35. Sarah Bell
Maybe it was my father's bratva-stained blood that ran in my veins, and maybe it was the backward way he'd coached me my entire life to deal with his family in case I were ever confronted with them.
He told me stories about treachery and betrayal in the bratva.
He narrated our history and the arrogance that was every Vor's downfall.
My father told me why he'd walked away, because he didn't have the stomach for murder and the machinations it took to stay on top.
Maybe it was my mother's fundamentalist blood that ran in my arteries, the strident adherence to what is right, the hardened resolve to defeat evil in whatever form it takes, the hard-working ability to live my life on the one true path and not be swayed by the Devil.
Or maybe it was the farmer's ability to raise a baby chick from its fuzzy little birth, name it and cuddle it, and then chop off its head with an ax and eat it.
You might think, well, you eat chicken, but do you butcher her, drain her blood, and boil her up into Mavis Noodle Soup?
Because that's farm life.
My aunt Mary Varvara Bell thought she was different than her father, the bratva Vor whom Blaze called the Malefactor, but she wasn't.
She was just another easily manipulated thief because she had succumbed to the sin of pride.
And now as we walked through the lobby and the valley of the shadow of death, I feared no evil and kept my head high because I knew there would be an opportunity to escape or destroy her if I just kept my eyes open.
Mary Varvara Bell decided that we would take three separate elevator loads of people down to the lobby, one male and one female prisoner but not a couple in each descent, with guards.
I got shoved in an elevator with Micah Shine, three unnamed mercenary goons, and my brother.
Logan wouldn't look at me as we rode the elevator down, but I talked to him. "How could you do this, Logan? I'm your baby sister. You're the only person I have left in the world. You drew me into this crazy criminal world of yours, and now you're going to let them kill me."
Logan didn't turn around to look at me. He just kept staring at the seam in the silver doors that flashed light from each floor as we descended as he talked. "I had nowhere else to go. Grandfather and then Dr. Bell were the only ones who took me in. So yeah, I'm loyal to them because they were the only ones who gave a damn about me."
"Dad would've taken you back if you'd come home and apologized."
"Apologize for what, being myself? He had my whole damn life all planned out for me, to inherit his patch of dirt and live his life. When I didn't want to, when I wanted to go to college and leave Iowa, he threw me out into the night and didn't give a damn about what happened to me. I did the right thing by leaving."
"But the farm is important. The farm is all there is." My father's words came out of my own mouth.

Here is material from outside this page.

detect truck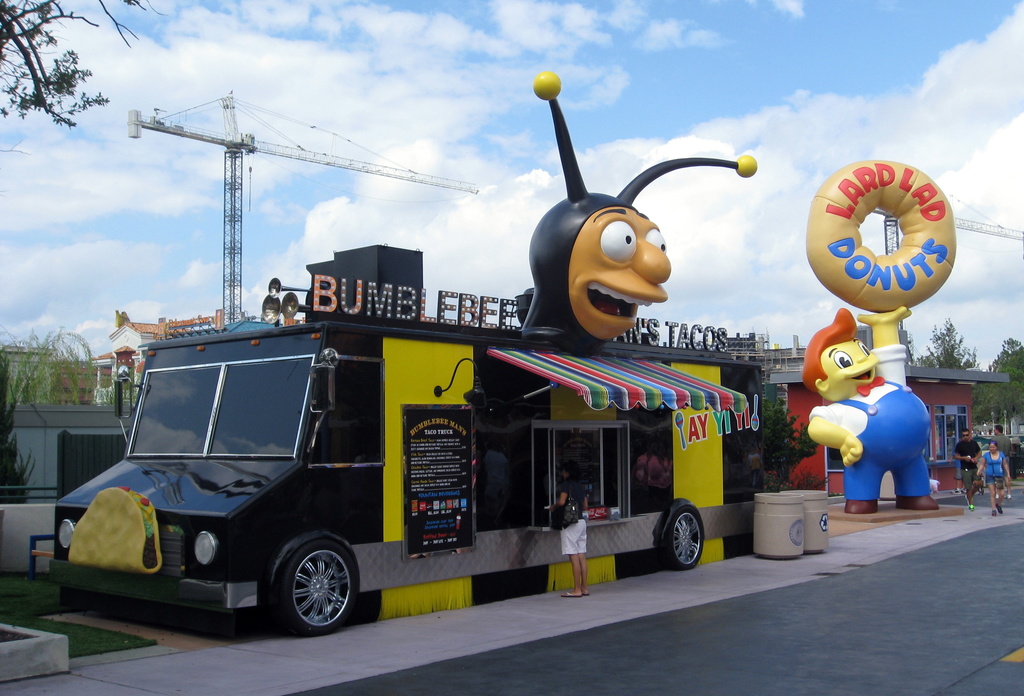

"Growing corn shouldn't be forced on anyone. If he gave you the farm and you like it, great. But if he forced it on you, too, I'm sorry I didn't come back and get you earlier." That's when he turned around and looked at me, and his bright green eyes, so like my father's, shocked me. "You would've made one hell of a Vor."
A Vor? Me, Sarah Nevaeh Bell, the head of a criminal organization so vast that it had a shot at overthrowing the United States government?
That was crazy. I was nothing but a little farm girl from Iowa.
But that was the moment—when Logan saw that I could've been someone different, that I could have been the mastermind in the white pantsuit with upswept hair ordering mercenaries around—that something clicked for me.
I was the girl in the red corset staring down Russian mafia bosses in New York City.
Maybe I could be something . . . different.